Works by Pia Camil exhibited in the lower level of the Clark Center. Telluride Tunic, 2015 (left), Valparaiso Green Cloak for Three, 2016 (right). Courtesy of the artist and Blum & Poe, Los Angeles/New York/Tokyo © Pia Camil. Photo: Art Evans

“Pia Camil, one of the most exciting artists working in Latin America today,” said Olivier Meslay, Hardymon Director at the Clark. “This is a wonderful collaboration that enlivens our public spaces and reminds visitors that the Clark is a place for the art of all ages, year-round.”

Robert Wiesenberger organized the exhibition for the Clark, working closely with Camil. “Pia Camil is the ideal artist to launch this program, given her sensitivity to architectural space, her deep engagement with art history, and the breadth of her cultural references,” said Wiesenberger, the associate curator of contemporary projects at the Clark. “Camil excels in many media, from ceramics to drawings to performance, but this selection shows visitors how she deals with one specific medium: using fabric alone, Camil creates works that are both beautiful and incisive, asking probing questions about craft, the body, gender, and identity.”

Pia Camil (Mexican, b. 1980), Velo Revelo (detail), 2020. Nylon hosiery, photograph on board.
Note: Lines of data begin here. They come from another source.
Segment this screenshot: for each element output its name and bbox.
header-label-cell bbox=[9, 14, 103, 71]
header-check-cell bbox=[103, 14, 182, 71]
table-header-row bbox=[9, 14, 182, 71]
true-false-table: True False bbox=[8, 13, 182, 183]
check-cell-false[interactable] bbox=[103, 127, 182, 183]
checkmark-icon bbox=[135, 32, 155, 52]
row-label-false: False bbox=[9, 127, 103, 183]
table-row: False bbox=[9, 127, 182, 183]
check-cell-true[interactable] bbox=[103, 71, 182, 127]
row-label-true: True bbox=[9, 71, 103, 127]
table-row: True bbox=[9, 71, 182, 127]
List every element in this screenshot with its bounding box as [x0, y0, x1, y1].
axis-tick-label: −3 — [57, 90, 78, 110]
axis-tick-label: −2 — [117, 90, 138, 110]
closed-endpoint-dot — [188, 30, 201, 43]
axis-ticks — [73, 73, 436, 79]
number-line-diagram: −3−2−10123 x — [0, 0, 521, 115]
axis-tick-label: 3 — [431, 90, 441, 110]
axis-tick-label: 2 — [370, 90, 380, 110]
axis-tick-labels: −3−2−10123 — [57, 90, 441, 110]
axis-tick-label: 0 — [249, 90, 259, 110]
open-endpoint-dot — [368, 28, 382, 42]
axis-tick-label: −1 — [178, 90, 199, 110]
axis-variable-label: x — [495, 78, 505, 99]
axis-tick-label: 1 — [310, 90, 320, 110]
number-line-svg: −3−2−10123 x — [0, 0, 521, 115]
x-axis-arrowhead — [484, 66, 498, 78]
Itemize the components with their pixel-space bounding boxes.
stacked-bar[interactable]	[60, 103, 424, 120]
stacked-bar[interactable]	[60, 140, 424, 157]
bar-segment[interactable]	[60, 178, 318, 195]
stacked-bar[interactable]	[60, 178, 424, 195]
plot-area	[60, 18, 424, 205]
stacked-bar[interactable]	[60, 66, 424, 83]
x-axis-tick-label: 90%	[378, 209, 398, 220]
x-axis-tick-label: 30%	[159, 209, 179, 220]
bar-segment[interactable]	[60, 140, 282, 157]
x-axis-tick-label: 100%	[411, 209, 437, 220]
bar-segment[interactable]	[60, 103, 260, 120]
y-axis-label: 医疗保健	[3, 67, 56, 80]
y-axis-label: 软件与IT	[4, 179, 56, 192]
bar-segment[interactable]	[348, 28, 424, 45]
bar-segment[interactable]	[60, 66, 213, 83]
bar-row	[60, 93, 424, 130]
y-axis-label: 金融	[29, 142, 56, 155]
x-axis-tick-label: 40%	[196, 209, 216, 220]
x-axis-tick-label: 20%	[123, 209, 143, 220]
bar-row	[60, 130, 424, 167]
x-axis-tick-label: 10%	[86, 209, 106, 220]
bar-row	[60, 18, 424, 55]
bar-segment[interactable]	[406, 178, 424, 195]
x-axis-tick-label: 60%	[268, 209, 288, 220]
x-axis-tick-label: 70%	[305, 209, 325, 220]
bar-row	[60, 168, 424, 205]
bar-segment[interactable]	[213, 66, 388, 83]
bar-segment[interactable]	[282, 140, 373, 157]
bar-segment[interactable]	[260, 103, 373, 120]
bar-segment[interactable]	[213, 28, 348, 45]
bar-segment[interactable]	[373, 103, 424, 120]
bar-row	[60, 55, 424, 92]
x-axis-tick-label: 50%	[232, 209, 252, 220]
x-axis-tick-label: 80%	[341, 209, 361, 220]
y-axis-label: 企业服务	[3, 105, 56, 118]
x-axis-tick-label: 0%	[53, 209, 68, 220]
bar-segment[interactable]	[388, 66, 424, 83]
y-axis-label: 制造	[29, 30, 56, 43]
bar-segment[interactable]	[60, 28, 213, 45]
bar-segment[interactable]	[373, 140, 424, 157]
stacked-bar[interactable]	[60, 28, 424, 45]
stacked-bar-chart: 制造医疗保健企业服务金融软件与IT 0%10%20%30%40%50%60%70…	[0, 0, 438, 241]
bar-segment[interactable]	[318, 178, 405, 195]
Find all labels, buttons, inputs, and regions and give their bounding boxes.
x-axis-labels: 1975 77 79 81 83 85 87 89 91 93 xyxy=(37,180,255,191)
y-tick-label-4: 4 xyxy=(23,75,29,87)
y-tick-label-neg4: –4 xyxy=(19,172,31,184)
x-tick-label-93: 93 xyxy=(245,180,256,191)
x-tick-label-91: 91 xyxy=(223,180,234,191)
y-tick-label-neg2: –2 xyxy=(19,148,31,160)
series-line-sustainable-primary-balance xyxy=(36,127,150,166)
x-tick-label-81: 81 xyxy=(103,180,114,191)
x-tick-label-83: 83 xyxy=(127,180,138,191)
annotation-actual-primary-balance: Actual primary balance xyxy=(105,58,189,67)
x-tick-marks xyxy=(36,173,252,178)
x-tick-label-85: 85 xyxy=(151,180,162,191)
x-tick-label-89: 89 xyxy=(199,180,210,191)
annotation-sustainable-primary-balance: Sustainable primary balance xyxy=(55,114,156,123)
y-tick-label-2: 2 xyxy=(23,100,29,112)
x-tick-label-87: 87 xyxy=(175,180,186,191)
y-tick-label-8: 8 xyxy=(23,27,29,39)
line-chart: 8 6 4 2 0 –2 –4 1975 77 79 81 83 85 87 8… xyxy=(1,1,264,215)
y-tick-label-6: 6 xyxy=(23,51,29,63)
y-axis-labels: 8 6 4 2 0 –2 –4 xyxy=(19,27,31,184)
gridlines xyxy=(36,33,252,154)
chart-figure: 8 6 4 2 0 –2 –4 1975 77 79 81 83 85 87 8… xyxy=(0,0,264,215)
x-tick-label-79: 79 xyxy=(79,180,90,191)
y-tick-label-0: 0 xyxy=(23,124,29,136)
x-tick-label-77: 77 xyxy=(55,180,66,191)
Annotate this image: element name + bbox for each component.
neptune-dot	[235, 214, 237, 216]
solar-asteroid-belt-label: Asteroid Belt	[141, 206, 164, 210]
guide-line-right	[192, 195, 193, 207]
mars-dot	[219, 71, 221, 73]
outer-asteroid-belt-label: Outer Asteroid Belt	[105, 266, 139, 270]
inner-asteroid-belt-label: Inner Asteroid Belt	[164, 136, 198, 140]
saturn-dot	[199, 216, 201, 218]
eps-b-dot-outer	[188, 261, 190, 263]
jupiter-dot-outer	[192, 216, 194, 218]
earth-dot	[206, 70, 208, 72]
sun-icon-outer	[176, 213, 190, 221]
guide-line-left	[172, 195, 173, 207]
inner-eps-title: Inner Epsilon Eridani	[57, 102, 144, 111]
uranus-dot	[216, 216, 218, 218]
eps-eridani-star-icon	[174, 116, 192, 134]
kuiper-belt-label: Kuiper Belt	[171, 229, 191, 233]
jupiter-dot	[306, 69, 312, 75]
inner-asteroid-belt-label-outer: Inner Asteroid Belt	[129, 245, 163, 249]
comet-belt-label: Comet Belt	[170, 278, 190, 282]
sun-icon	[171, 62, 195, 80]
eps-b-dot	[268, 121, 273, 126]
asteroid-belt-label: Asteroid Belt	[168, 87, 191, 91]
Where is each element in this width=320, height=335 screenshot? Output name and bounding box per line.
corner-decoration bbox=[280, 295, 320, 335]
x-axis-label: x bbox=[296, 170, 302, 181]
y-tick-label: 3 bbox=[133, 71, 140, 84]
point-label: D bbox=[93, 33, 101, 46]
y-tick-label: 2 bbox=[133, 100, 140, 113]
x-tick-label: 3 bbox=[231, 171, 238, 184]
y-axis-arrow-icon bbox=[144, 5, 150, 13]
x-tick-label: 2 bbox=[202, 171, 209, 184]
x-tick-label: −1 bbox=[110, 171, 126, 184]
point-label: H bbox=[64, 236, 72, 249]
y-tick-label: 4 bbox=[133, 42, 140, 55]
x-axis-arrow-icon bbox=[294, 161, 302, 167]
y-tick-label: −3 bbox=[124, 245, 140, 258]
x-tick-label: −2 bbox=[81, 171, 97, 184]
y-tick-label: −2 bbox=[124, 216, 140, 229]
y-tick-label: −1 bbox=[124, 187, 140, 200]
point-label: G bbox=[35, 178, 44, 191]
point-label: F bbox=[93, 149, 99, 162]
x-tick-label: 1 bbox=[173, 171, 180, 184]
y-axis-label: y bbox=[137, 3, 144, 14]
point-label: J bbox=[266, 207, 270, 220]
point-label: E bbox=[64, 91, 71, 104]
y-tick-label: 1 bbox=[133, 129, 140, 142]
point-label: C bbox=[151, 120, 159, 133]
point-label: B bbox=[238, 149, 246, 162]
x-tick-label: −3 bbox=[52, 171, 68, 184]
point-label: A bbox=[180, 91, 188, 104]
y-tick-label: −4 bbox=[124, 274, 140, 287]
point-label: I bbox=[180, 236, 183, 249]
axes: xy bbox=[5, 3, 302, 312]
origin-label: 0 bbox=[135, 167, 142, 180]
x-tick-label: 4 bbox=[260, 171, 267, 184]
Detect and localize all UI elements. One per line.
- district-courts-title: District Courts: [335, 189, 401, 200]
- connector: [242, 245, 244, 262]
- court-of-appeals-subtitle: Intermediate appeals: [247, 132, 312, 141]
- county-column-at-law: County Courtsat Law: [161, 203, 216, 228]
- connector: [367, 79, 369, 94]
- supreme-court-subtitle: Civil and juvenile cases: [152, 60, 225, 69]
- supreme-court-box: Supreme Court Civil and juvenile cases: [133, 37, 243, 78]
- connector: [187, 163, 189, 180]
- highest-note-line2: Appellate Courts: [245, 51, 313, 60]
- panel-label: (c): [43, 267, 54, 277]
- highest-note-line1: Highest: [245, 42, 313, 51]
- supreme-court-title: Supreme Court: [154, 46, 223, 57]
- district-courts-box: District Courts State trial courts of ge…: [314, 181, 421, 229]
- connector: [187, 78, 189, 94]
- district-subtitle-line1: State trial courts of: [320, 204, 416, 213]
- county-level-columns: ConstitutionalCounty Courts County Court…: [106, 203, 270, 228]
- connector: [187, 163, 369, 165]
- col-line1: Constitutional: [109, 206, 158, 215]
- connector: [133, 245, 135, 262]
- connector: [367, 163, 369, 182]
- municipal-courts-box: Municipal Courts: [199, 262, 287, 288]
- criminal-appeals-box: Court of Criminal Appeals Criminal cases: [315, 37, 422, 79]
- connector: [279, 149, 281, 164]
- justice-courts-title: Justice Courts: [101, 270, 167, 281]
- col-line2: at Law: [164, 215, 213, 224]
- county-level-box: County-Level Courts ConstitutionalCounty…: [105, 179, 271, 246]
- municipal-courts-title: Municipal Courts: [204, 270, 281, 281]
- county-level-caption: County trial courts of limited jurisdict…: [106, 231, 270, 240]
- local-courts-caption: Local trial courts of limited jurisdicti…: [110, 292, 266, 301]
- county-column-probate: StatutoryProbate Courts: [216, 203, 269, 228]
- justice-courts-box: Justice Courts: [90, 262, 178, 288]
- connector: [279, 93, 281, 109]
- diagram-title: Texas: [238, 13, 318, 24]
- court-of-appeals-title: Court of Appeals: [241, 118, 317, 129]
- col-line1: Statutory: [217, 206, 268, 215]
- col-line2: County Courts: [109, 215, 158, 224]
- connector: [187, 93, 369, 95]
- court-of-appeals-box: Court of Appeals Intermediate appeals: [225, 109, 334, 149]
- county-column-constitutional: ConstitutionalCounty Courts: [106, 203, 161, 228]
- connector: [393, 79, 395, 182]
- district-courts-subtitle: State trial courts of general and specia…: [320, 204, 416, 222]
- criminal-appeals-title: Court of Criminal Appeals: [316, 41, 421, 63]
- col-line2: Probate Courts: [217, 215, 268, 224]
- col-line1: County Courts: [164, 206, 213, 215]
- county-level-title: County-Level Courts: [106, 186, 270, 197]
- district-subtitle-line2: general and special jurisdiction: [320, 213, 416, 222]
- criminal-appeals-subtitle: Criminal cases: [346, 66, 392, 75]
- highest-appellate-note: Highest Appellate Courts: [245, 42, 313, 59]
Courtesy of the artist. © Pia Camil. Photo: Amy Coon

Camil used the sheer nylon of women’s pantyhose to create Velo Revelo (2020), a more than fifty-foot-long curtain that partially covers both an internal window that looks into the Clark’s library and conceals a scale reproduction of a painting she selected from the Clark’s collection. The sculpture modifies the formal, public, and institutional architecture of the Manton Reading Room to evoke intimacy, domesticity, and femininity. For Camil, the range of skin-toned colors used in stockings also invites questions of identity and self-presentation. She chose Giovanni Boldini’s (Italian, 1842–1931) Young Woman Crocheting (1875), which depicts craft as leisure, to be seen through the curtain, as much for its focus on the subjectivity of the sitter as for the richly handled fabrics depicted surrounding her. The original painting is currently on view in the Clark’s permanent collection galleries.

Telluride Tunic (2015) and Valparaiso Green Cloak for Three (2016), two sculptures from Camil’s “Skins” series, are presented in the lower level of the Clark Center. These monumental, garment-like forms, made of castoff fabric from textile factories, draw parallels between traditional Mexican craft and the modernist American paintings of Frank Stella. Telluride Tunic borrows its title and color from Frank Stella’s 1962 Telluride, a T-shaped canvas in his “Copper Paintings” series. Noting the similar shape and geometric patterning of Stella’s painting and garments like the poncho or serape, Camil collaborated with fashion designer Erin Lewis and seamstress Virginia Juarez to reimagine Telluride in cloth. Similar to Telluride Tunic, Valparaiso Green Cloak for Three (2016) references the methodical geometry of Stella and traditional Mexican dress but adds colorful, seemingly painterly printing errors on the fabric as a gestural counterpoint to Stella’s matter-of-fact minimalism. Intentionally oversized to fit multiple people, it is also an object that implies a performance.

Research assistance for the project was provided by Mariana Fernandez, curatorial intern and graduate student in the Williams Graduate Program in the History of Art. Pia Camil’s work is courtesy of the artist and Blum & Poe, Los Angeles/New York/Tokyo.

Pia Camil lives and works in Mexico City, and studied at the Rhode Island School of Design and the Slade School of Fine Art in London. Her practice is research-driven and collaborative, and her mediarange from found and hand-dyed fabric to ceramics, video, and performance. Camil’s work  was recently presented in solo exhibitions at the Guggenheim Museum, Queens Museum, Museo Universitario del Chopo, Nottingham Contemporary, and Contemporary Arts Center, Cincinnati.